Green Jobs Take Youth Miles High
When La’Kyla Byrd cleared trails and tended to trees in Denver’s City Park this past year as a member of Mile High Youth Corps, she also cleared a path for herself and three siblings out of the violent and drug-infested neighborhood of their childhood into college and service-oriented futures.
When La’Kyla Byrd cleared trails and tended to trees in Denver’s City Park this past year as a member of Mile High Youth Corps, she also cleared a path for herself and three siblings out of the violent and drug-infested neighborhood of their childhood into college and service-oriented futures. Mile High Youth Corps’ effectiveness in forging green pathways out of poverty may be why the Corporation for National Service awarded it more than $832,831 to expand its own and help five other Youth Corps programs around Colorado. Denver-based Mile High Youth Corps (MHYC) places 150 youth each year into green jobs in land and water conservation, energy-efficiency, and construction. It creates leaders out of many of them, such as La’Kyla, who led a conservation crew and will teach a GED class next season.
“I definitely want to keep community service as part of my life,” said the 21-year-old who steered her three younger siblings into MHYC programs and its GED classes. “I’ve seen the harm, the problems in our community,” she said. “I didn’t want us to go in that direction.” Kelly Causey, MHYC’s executive director, said such successes may be why the Corps has received indications that it will be selected for at least some of the five grant programs to which it applied. “We have a track record for delivering on our performance measures so they seem to be confident that they can count on us to fulfill the goals,” Causey said of the Recovery grants decision makers. “Also, we meet several Stimulus goals at one time - green jobs training, employment, serving various youth populations targeted by the funding.”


If a line appears in the data below, it must appear in your answer exactly as given.

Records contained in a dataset

####################

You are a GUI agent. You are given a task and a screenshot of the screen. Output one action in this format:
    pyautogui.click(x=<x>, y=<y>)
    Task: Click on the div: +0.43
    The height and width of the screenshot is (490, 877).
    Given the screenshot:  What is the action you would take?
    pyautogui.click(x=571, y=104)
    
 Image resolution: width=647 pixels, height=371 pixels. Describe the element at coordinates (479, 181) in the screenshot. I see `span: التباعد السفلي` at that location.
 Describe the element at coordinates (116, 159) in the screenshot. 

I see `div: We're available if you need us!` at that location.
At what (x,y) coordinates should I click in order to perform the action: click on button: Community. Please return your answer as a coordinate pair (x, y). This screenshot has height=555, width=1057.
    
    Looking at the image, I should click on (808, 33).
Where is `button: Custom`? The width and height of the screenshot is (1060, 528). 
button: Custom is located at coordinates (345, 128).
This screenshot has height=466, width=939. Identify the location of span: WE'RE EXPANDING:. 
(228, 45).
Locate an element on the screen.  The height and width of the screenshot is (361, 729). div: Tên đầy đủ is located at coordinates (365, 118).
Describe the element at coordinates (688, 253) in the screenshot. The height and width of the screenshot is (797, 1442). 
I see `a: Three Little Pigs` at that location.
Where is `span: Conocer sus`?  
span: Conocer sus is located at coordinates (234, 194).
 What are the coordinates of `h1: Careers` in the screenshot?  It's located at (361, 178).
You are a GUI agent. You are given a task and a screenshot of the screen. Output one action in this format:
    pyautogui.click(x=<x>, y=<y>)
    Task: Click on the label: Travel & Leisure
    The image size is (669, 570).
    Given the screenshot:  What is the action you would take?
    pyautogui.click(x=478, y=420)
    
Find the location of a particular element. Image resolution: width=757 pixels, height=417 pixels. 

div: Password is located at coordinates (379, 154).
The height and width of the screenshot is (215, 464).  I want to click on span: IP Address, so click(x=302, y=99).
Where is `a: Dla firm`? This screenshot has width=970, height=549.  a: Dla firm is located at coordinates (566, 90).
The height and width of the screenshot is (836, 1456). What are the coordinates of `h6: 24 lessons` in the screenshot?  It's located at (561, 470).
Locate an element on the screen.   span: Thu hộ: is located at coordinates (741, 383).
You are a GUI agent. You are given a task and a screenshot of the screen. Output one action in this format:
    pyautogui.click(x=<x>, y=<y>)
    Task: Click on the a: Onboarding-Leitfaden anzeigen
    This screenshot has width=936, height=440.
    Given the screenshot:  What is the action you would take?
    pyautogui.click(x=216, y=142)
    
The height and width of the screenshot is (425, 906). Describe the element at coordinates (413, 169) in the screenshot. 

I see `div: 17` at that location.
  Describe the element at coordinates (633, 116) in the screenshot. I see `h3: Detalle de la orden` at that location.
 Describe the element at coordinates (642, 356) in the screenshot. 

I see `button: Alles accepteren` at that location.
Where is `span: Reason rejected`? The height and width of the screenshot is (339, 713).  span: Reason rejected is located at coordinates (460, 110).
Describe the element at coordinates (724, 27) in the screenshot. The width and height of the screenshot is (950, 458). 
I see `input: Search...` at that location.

####################

> [OUTPUT FOR THIS EXERCISE]:
You are a GUI agent. You are given a task and a screenshot of the screen. Output one action in this format:
    pyautogui.click(x=<x>, y=<y>)
    Task: Click on the div: +0.43
    The height and width of the screenshot is (490, 877).
    Given the screenshot:  What is the action you would take?
    pyautogui.click(x=571, y=104)
    
 Image resolution: width=647 pixels, height=371 pixels. Describe the element at coordinates (479, 181) in the screenshot. I see `span: التباعد السفلي` at that location.
 Describe the element at coordinates (116, 159) in the screenshot. 

I see `div: We're available if you need us!` at that location.
At what (x,y) coordinates should I click in order to perform the action: click on button: Community. Please return your answer as a coordinate pair (x, y). This screenshot has height=555, width=1057.
    
    Looking at the image, I should click on (808, 33).
Where is `button: Custom`? The width and height of the screenshot is (1060, 528). 
button: Custom is located at coordinates (345, 128).
This screenshot has height=466, width=939. Identify the location of span: WE'RE EXPANDING:. 
(228, 45).
Locate an element on the screen.  The height and width of the screenshot is (361, 729). div: Tên đầy đủ is located at coordinates (365, 118).
Describe the element at coordinates (688, 253) in the screenshot. The height and width of the screenshot is (797, 1442). 
I see `a: Three Little Pigs` at that location.
Where is `span: Conocer sus`?  
span: Conocer sus is located at coordinates (234, 194).
 What are the coordinates of `h1: Careers` in the screenshot?  It's located at (361, 178).
You are a GUI agent. You are given a task and a screenshot of the screen. Output one action in this format:
    pyautogui.click(x=<x>, y=<y>)
    Task: Click on the label: Travel & Leisure
    The image size is (669, 570).
    Given the screenshot:  What is the action you would take?
    pyautogui.click(x=478, y=420)
    
Find the location of a particular element. Image resolution: width=757 pixels, height=417 pixels. 

div: Password is located at coordinates (379, 154).
The height and width of the screenshot is (215, 464).  I want to click on span: IP Address, so click(x=302, y=99).
Where is `a: Dla firm`? This screenshot has width=970, height=549.  a: Dla firm is located at coordinates (566, 90).
The height and width of the screenshot is (836, 1456). What are the coordinates of `h6: 24 lessons` in the screenshot?  It's located at (561, 470).
Locate an element on the screen.   span: Thu hộ: is located at coordinates (741, 383).
You are a GUI agent. You are given a task and a screenshot of the screen. Output one action in this format:
    pyautogui.click(x=<x>, y=<y>)
    Task: Click on the a: Onboarding-Leitfaden anzeigen
    This screenshot has width=936, height=440.
    Given the screenshot:  What is the action you would take?
    pyautogui.click(x=216, y=142)
    
The height and width of the screenshot is (425, 906). Describe the element at coordinates (413, 169) in the screenshot. 

I see `div: 17` at that location.
  Describe the element at coordinates (633, 116) in the screenshot. I see `h3: Detalle de la orden` at that location.
 Describe the element at coordinates (642, 356) in the screenshot. 

I see `button: Alles accepteren` at that location.
Where is `span: Reason rejected`? The height and width of the screenshot is (339, 713).  span: Reason rejected is located at coordinates (460, 110).
Describe the element at coordinates (724, 27) in the screenshot. The width and height of the screenshot is (950, 458). 
I see `input: Search...` at that location.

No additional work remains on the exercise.